MANILA — The Philippines reaffirmed its commitment to stronger protections for overseas workers at the International Migration Review Forum in New York this week, with the country’s top migration official saying Manila remains a driving force in shaping global labor mobility policy.
Department of Migrant Workers Secretary Hans Leo Cacdac said the Philippines actively participated in high-level discussions on global migration governance and the implementation of the Global Compact for Safe, Orderly and Regular Migration, known as the GCM.
“The purpose of the IMRF is a global review on the implementation of the Global Compact of Migration, and as you know, the DMW has as one of its core mandates the implementation of the GCM and its objectives,” Cacdac told reporters at a media briefing Thursday.
The Philippines contributed to multiple roundtable discussions covering labor rights, remittances and financial education, ethical recruitment, consular cooperation and reintegration programs for returning overseas Filipino workers. The country co-chaired one roundtable alongside Nigeria, a role Cacdac said underscored Manila’s active hand in crafting international migration policy.
Bilateral Talks on the Sidelines
On the margins of the forum, Cacdac held bilateral meetings with officials from India and Lithuania, centering on labor migration governance and workforce mobility cooperation.
Both the Philippines and India rank among the world’s top labor-sending nations, supplying millions of workers across healthcare, construction, domestic services and other sectors — primarily to the Middle East, North America and Europe.
Abu Dhabi Dialogue
Talks with India also touched on the Abu Dhabi Dialogue, a regional cooperation mechanism established in 2008 that brings together Asian labor-sending countries and Gulf Cooperation Council states. The Philippines currently holds the chairmanship of the forum.
Cacdac said discussions with India, the United Arab Emirates and Saudi Arabia addressed priorities for the mechanism over the next two years, with an emphasis on aligning the dialogue’s agenda with GCM objectives — particularly around safe labor mobility, migrant worker protections and return and reintegration systems.
The bilateral engagements, he said, are part of a broader strategy to deepen partnerships with both labor-sending and labor-receiving countries as Manila seeks to raise the floor on protections for the estimated 10 million Filipinos working abroad.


§ **EXERCISE**
Set down each entry below exactly as written, keeping the pictures out.

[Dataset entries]
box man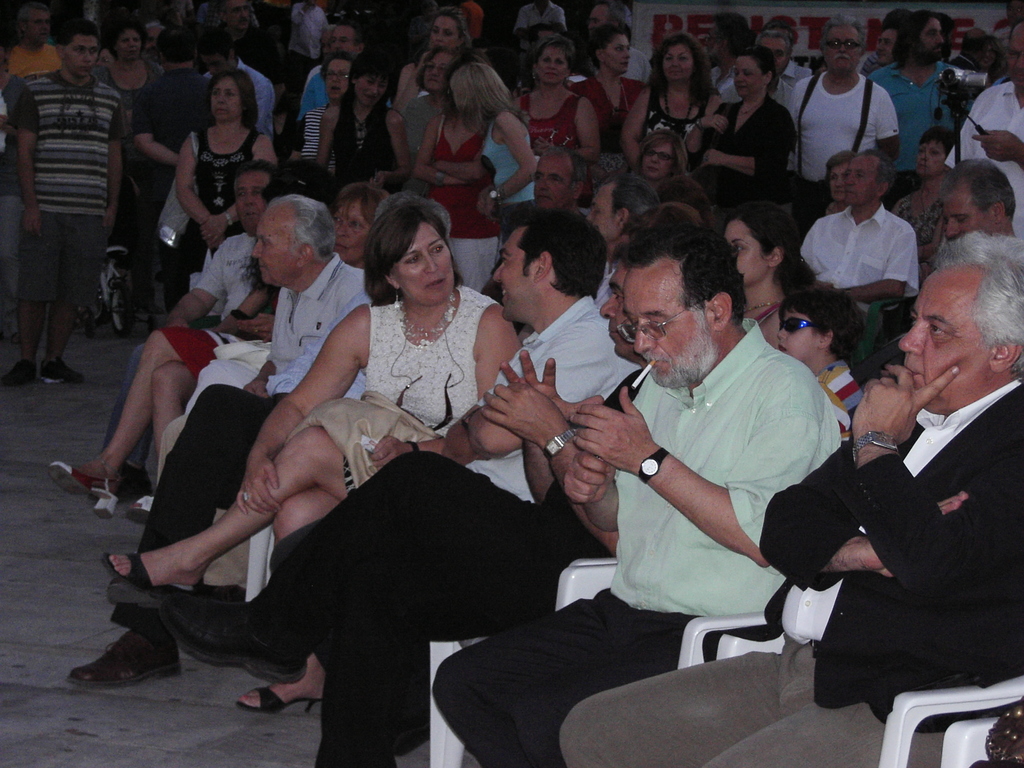
bbox=[153, 209, 643, 767]
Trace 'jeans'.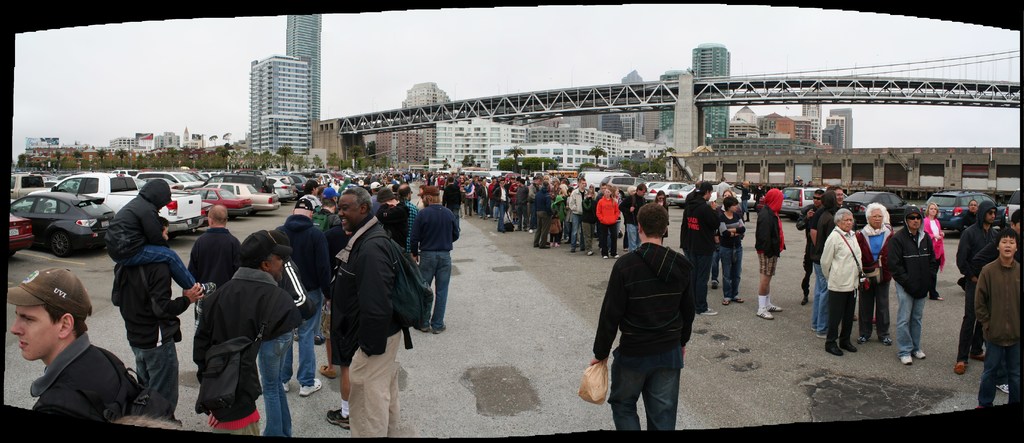
Traced to Rect(491, 202, 503, 228).
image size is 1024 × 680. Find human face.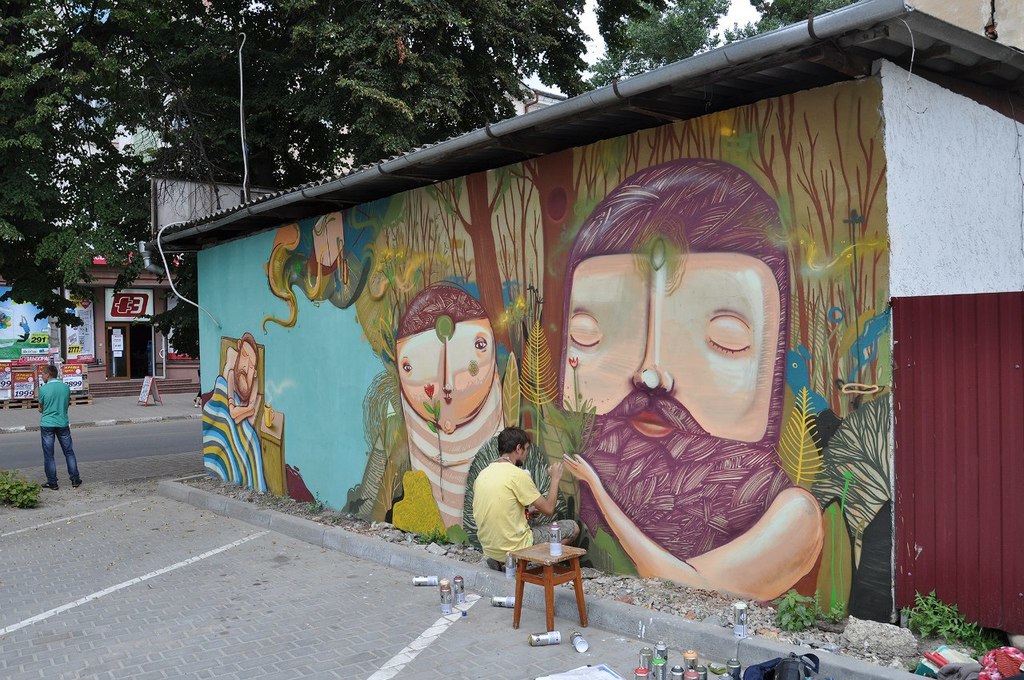
region(234, 341, 255, 400).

§ **TASK RESPONSE**
box man
bbox=[153, 209, 643, 767]
Trace 'jeans'.
Traced to Rect(491, 202, 503, 228).
image size is 1024 × 680. Find human face.
region(234, 341, 255, 400).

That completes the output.